San Francisco cued for even higher office rents

Vacancies have reached the single digits in many of San Francisco’s subdistricts. Top downtown buildings are fetching up to $800 a square foot, more than replacement costs. Rents have now exceeded highs last seen in 2007, climbing 48 percent in 24 months. And the city logged 1.4 million square feet of positive absorption in 2012 after hitting a near all-time high of 2.1 million square feet in 2011.

Is there any way that San Francisco can continue to climb at such a dramatic clip in 2013? Or are we ready for the next big crash?

For the time being anyway, the answer to both questions is probably no.

Most downtown analysts expect rents to continue to trend upward, but at a much slower rate than in the past two years.
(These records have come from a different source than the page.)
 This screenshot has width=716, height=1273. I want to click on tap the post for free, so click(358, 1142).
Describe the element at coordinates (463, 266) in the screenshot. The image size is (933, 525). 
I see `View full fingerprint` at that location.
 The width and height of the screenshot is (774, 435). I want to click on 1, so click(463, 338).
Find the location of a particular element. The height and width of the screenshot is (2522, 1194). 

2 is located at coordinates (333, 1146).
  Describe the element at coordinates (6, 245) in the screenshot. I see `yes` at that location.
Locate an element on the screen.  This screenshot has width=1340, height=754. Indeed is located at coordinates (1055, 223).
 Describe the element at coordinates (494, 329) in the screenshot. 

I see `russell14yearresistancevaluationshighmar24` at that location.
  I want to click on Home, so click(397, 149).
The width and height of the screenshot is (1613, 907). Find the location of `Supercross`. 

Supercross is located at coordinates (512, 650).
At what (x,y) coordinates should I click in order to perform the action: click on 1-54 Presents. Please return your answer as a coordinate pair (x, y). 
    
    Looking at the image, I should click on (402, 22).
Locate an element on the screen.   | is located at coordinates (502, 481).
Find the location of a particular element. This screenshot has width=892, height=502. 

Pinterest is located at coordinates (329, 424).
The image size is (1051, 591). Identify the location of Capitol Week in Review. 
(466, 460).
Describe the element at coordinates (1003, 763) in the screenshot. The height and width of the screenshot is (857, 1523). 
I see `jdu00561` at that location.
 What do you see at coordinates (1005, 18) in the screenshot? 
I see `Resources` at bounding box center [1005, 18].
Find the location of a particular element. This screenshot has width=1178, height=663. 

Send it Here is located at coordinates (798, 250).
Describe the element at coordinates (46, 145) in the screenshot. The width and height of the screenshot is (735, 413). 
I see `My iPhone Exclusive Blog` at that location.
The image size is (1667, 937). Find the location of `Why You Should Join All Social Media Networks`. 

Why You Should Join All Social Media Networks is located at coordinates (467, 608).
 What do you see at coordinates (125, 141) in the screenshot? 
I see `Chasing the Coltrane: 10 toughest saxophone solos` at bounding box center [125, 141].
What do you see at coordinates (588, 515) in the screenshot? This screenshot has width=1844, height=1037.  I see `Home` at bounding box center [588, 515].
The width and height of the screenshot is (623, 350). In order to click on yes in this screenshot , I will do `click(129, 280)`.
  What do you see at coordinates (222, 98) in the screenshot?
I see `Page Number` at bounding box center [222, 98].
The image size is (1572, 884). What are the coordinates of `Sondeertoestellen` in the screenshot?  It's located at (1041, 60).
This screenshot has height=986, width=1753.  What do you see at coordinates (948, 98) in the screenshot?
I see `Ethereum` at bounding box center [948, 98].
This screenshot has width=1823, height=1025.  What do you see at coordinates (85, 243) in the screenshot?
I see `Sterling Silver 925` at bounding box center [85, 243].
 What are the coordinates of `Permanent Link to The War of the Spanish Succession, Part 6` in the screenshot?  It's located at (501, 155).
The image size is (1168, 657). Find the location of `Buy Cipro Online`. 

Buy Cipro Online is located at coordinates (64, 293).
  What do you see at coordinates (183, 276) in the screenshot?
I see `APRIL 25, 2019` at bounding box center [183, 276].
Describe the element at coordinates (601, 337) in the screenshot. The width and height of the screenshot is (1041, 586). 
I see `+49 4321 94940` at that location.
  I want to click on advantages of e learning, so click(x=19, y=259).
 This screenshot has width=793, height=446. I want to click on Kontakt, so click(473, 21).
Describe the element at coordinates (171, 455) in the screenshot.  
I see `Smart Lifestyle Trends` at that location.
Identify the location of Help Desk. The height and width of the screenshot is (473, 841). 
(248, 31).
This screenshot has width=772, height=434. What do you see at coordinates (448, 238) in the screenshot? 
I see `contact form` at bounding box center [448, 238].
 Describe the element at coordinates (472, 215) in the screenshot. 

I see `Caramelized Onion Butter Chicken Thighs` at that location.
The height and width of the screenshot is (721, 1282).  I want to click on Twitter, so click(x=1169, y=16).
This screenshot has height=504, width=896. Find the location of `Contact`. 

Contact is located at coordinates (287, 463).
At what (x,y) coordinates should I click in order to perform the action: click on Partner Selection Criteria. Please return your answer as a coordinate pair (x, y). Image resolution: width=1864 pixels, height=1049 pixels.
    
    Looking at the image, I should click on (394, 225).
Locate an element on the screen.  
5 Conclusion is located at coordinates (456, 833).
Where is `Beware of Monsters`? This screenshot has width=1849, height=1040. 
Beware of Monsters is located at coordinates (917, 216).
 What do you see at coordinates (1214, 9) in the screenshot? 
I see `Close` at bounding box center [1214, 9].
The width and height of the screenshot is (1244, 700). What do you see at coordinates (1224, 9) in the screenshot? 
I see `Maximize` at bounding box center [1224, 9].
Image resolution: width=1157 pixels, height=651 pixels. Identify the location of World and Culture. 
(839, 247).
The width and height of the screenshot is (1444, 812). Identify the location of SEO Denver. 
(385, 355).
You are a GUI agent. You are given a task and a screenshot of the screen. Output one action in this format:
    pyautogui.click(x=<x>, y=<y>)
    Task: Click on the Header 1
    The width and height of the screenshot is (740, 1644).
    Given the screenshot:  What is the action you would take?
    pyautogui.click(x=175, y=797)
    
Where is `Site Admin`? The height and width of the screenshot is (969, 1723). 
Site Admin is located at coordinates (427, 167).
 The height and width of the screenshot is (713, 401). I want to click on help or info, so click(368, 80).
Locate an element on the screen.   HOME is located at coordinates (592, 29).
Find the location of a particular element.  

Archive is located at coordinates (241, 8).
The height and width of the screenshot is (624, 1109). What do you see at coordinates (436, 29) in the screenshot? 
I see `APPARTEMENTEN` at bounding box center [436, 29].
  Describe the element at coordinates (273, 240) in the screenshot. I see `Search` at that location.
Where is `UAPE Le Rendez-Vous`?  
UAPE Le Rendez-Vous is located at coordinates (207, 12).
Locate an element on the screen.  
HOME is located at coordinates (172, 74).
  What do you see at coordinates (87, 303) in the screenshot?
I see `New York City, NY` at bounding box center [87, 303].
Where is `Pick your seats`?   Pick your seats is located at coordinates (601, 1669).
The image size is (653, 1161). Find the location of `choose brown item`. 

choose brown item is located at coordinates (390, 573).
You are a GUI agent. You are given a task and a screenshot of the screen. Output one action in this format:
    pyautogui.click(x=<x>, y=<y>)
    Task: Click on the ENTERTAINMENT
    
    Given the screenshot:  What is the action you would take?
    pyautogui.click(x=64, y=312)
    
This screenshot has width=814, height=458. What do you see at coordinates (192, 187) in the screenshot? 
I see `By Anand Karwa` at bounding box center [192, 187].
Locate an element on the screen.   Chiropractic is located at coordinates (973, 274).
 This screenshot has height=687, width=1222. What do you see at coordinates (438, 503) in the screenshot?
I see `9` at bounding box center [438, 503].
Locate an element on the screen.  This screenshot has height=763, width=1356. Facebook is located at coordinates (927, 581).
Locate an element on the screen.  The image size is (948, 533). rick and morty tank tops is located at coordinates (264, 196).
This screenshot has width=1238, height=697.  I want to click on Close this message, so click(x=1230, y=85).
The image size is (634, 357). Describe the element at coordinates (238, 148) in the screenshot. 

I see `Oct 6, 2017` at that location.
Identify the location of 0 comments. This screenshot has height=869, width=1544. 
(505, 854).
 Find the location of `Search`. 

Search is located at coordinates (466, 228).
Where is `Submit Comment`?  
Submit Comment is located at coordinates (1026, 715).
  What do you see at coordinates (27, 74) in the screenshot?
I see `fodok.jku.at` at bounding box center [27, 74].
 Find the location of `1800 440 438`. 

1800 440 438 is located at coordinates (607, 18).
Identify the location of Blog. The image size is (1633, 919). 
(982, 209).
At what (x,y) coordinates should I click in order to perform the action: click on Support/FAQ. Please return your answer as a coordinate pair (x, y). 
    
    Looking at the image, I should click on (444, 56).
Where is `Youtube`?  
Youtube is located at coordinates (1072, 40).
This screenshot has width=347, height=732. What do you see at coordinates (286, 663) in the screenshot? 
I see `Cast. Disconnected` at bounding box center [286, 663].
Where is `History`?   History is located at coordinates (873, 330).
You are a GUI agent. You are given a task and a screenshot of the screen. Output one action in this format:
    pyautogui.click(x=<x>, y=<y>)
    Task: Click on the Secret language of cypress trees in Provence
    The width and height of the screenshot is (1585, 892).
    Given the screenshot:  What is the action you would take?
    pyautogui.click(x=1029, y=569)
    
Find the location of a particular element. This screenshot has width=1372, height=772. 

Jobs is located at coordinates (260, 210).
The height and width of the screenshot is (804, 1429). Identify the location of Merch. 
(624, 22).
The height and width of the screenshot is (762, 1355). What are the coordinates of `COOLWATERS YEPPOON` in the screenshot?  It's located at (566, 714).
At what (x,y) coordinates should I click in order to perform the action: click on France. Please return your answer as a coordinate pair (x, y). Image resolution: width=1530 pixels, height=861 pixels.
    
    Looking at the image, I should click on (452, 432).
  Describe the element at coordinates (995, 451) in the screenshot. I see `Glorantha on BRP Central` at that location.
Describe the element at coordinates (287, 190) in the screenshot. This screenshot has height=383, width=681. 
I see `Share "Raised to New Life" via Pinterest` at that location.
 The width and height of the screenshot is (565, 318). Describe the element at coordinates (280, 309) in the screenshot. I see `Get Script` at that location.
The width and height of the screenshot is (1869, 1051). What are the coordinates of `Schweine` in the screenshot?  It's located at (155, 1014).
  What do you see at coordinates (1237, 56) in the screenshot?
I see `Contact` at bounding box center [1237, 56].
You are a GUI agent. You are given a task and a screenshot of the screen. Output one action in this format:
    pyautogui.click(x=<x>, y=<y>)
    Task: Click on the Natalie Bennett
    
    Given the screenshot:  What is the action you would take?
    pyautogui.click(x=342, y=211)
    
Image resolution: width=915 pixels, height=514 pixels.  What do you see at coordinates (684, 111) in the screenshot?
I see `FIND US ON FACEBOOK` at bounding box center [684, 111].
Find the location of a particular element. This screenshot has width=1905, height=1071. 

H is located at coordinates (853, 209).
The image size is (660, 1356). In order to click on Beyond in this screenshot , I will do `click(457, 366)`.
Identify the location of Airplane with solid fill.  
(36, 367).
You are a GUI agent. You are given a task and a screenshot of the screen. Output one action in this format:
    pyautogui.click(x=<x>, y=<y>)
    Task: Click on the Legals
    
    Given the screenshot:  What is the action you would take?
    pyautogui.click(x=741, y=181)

After $6.1 billion worth of downtown real estate changed hands in 2012, it’s likely that sales velocity will slow down as well. Tony Natsis, a partner with Allen Matkins, said he doesn’t expect prices to keep escalating; nor does he expect them to fall. “How far do you go past replacement cost before you look like an imbecile?” said Natsis. “I think you have hit the peak, but it’s still a great price to sell at if you’re going to be a seller.”

But while the markets likely will level off, strong tech demand and foreign appetite will continue to make San Francisco the No. 2 U.S. investment target behind New York City. (San Francisco actually had bigger rent increases than New York in 2012.)

Colin Yasukochi, research director for CBRE, expects 1 million square feet of new tenant demand this year in the city. How much of it will be tech-related? Probably the vast majority. In 2012, technology companies accounted for 65 percent of all leasing activity, compared with 35 percent in 2011, according to the CAC Group. Some big non-tech tenants such as Bank of America are now in the market, something that should increase in the next 12 months because a lot of law firms and financial groups have leases that expire in 2016 and 2017. But many traditional law firms and insurance companies are shrinking, not growing. So it’s a good bet that tech will still represent more than 50 percent of activity next year, with Google and Salesforce both likely to do deals over 300,000 square feet. For every Google and Salesforce, there are three tech companies springing up out of nowhere. Jones Lang LaSalle Research Manager Julia Georgules points out that the latest wave of technology tenants — companies such as Obvious, Mareki, Uber and SquareTrade — are virtually unknown one day and leasing 50,000 or 75,000 square feet the next.